Mod parent up, please. Why is this glaringly obvious solution NEVER discussed?
.nosig
You don't have to lie in those scenarios.
Then you just say "Hi, how are you doing?" Still a perfectly polite greeting, and you've told no lies.
If they're asking me, they apparently want my opinion. Why would I not then give it? If they want something different, I'll usually go along with it, but you shouldn't ask questions you don't want the answer for.
No. If they need picked up a little, I'll give them a real one. I've never known a person with no good qualities at all. And really, people do tend to know when you're shitting them around like that. If you want to give them a compliment, pick a genuinely good quality they possess, or something they've recently done well, and compliment them for that.
I would tend to expect the same of our diplomats. They need to be candid, sure. But they can do that by, say, dispassionately reporting the facts and leaving the high school type jabs out oft it entirely. And if what you really are doing would embarrass you if it came to light, there's an easy solution to that—don't do those things. The government could well learn from that. If the actions they're undertaking in our name wouldn't be supported by us if we knew about them, and would be embarrassing because they're unacceptable, why are they doing those things in the first place?
The problem here is not that certain inappropriate actions of the government came to light.
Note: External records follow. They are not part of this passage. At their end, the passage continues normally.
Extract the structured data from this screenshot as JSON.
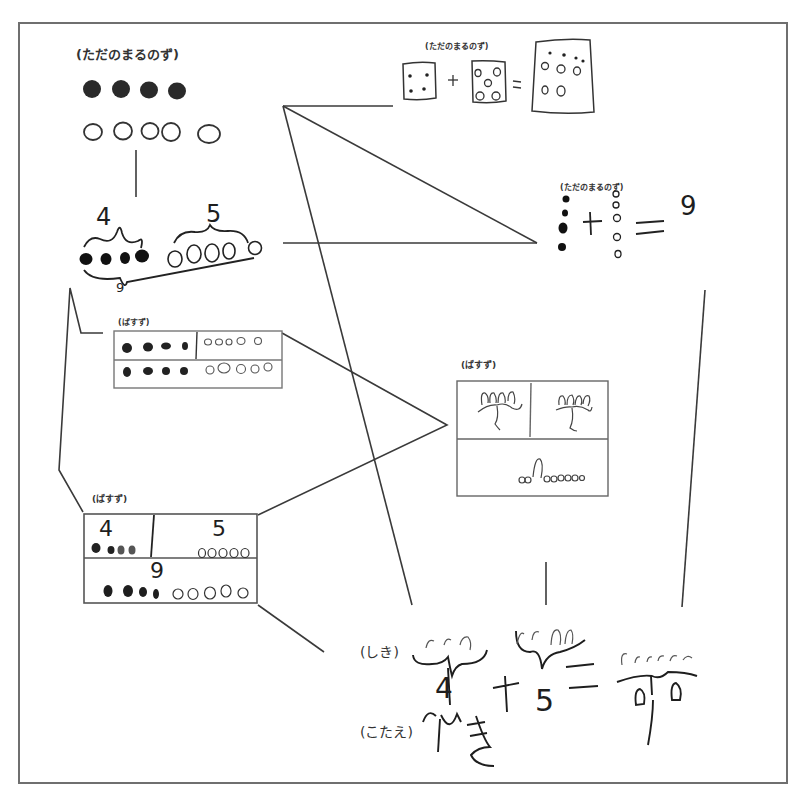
{
  "worksheet": {
    "topic": "4 + 5 = 9 multiple representations",
    "frame_color": "#6f6f6f",
    "ink_color": "#1e1e1e"
  },
  "labels": {
    "plain_dots": "(ただのまるのず)",
    "tape": "(ばすず)",
    "shiki": "(しき)",
    "kotae": "(こたえ)"
  },
  "dot_figure_top_left": {
    "label": "(ただのまるのず)",
    "filled_count": 4,
    "open_count": 5
  },
  "brace_figure": {
    "left_number": "4",
    "right_number": "5",
    "total_number": "9",
    "filled_count": 4,
    "open_count": 5
  },
  "dice_figure": {
    "label": "(ただのまるのず)",
    "first_dots": 4,
    "second_dots": 5,
    "plus": "+",
    "equals": "=",
    "result_dots": 9
  },
  "vertical_dot_figure": {
    "label": "(ただのまるのず)",
    "filled_count": 4,
    "open_count": 5,
    "plus": "+",
    "equals": "=",
    "result": "9"
  },
  "tape_small": {
    "label": "(ばすず)",
    "top_left_filled": 4,
    "top_right_open": 5,
    "bottom_filled": 4,
    "bottom_open": 5
  },
  "tape_numbers": {
    "label": "(ばすず)",
    "left_number": "4",
    "right_number": "5",
    "total_number": "9",
    "left_filled": 4,
    "right_open": 5,
    "bottom_filled": 4,
    "bottom_open": 5
  },
  "tape_tulips": {
    "label": "(ばすず)",
    "left_count": 4,
    "right_count": 5,
    "bottom_count": 9
  },
  "equation": {
    "shiki_label": "(しき)",
    "left": "4",
    "plus": "+",
    "right": "5",
    "equals": "=",
    "result": "9",
    "kotae_label": "(こたえ)",
    "answer": "9ひき"
  }
}
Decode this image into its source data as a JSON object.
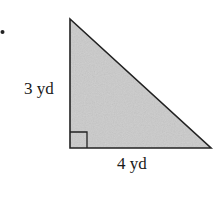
{
  "figure": {
    "type": "right-triangle",
    "bullet": "•",
    "fill_color": "#cbcbcb",
    "stroke_color": "#222222",
    "vertices": {
      "top": [
        70,
        19
      ],
      "right_angle": [
        70,
        148
      ],
      "right": [
        211,
        148
      ]
    },
    "right_angle_marker_size": 17,
    "labels": {
      "vertical_side": "3 yd",
      "horizontal_side": "4 yd"
    }
  }
}
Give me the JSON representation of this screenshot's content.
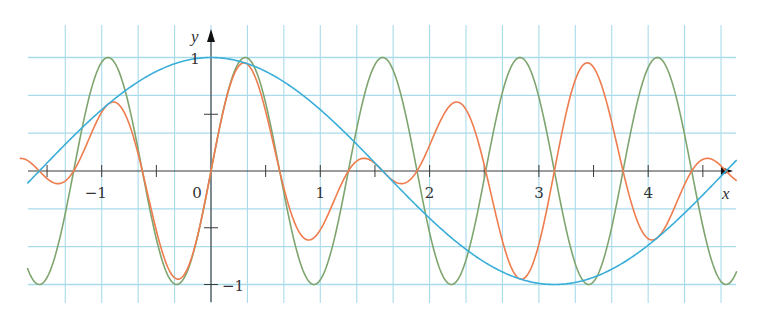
{
  "chart_data": {
    "type": "line",
    "title": "",
    "xlabel": "x",
    "ylabel": "y",
    "xlim": [
      -1.68,
      4.82
    ],
    "ylim": [
      -1.15,
      1.15
    ],
    "grid": true,
    "grid_step": {
      "x": 0.3333,
      "y": 0.3333
    },
    "legend": null,
    "x_ticks": [
      -1.5,
      -1,
      -0.5,
      0,
      0.5,
      1,
      1.5,
      2,
      2.5,
      3,
      3.5,
      4,
      4.5
    ],
    "x_tick_labels": [
      {
        "value": -1,
        "label": "−1"
      },
      {
        "value": 0,
        "label": "0"
      },
      {
        "value": 1,
        "label": "1"
      },
      {
        "value": 2,
        "label": "2"
      },
      {
        "value": 3,
        "label": "3"
      },
      {
        "value": 4,
        "label": "4"
      }
    ],
    "y_ticks": [
      -1,
      -0.5,
      0.5,
      1
    ],
    "y_tick_labels": [
      {
        "value": 1,
        "label": "1"
      },
      {
        "value": -1,
        "label": "−1"
      }
    ],
    "series": [
      {
        "name": "cos(x)",
        "expression": "cos(x)",
        "color": "#3aaed8",
        "domain": [
          -1.68,
          4.81
        ],
        "sample_points": {
          "x": [
            -1.5708,
            0,
            1.5708,
            3.1416,
            4.7124
          ],
          "y": [
            0,
            1,
            0,
            -1,
            0
          ]
        }
      },
      {
        "name": "sin(5x)",
        "expression": "sin(5x)",
        "color": "#7fa56f",
        "domain": [
          -1.68,
          4.81
        ],
        "sample_points": {
          "x": [
            -0.9425,
            -0.3142,
            0,
            0.3142,
            0.9425,
            1.5708,
            2.1991,
            2.8274,
            3.4558,
            4.0841,
            4.7124
          ],
          "y": [
            1,
            -1,
            0,
            1,
            -1,
            1,
            -1,
            1,
            -1,
            1,
            -1
          ]
        }
      },
      {
        "name": "cos(x)·sin(5x)",
        "expression": "cos(x)*sin(5x)",
        "color": "#ee7c4e",
        "domain": [
          -1.75,
          4.81
        ],
        "sample_points": {
          "x": [
            -0.94,
            -0.31,
            0.31,
            0.94,
            2.2,
            2.83,
            3.46,
            4.08
          ],
          "y": [
            0.59,
            -0.95,
            0.95,
            -0.59,
            -0.59,
            0.95,
            -0.95,
            0.59
          ]
        }
      }
    ]
  },
  "axes": {
    "x_label": "x",
    "y_label": "y"
  },
  "colors": {
    "grid": "#a9dbea",
    "axis": "#3a3a3a",
    "background": "#ffffff"
  }
}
The problem is that they ever took place at all.
To fight the war on terror, stop being afraid.
The memo also suggests that agencies require all their employees to report any contacts with members of the news media they may have.
But they've been telling us all along that the wikileaks folks don't qualify as "journalists" and don't deserve the legal protections that most democracies give to "news media". Employees in contact with such online information sources can easily think that such requirements don't apply, since they've been specifically told that such organizations aren't news media.
Maybe they should think of a better way of expressing what they want their employees to do. Or stop the pretense that, since there are no printing presses involved, people working on informing the public online don't qualify for legal protections such as the US's First Amendment guarantee of freedom of the press.
Those who do study history are doomed to stand helplessly by while everyone else repeats it.
Because fascists and other authoritarians believe that bad (and illegal) things must be done by the government to keep society functioning well.
Interestingly, in the USA, both Democrats and Republicans fit this description, as well as most of the people who vote for them.
like covering up the apache killings of the journalists in Iraq when all the government really had to do was admit that a mistake had been made in a war zone?
i guarantee you that if our government's actions were less continually ignoble there would be many fewer leaks across the board.
"If still these truths be held to be
Self evident."
-Edna St. Vincent Millay
is that the person who thought they were being clever by labeling this a "leak" didn't notice it was an unclassified memo sent to the heads of public agencies.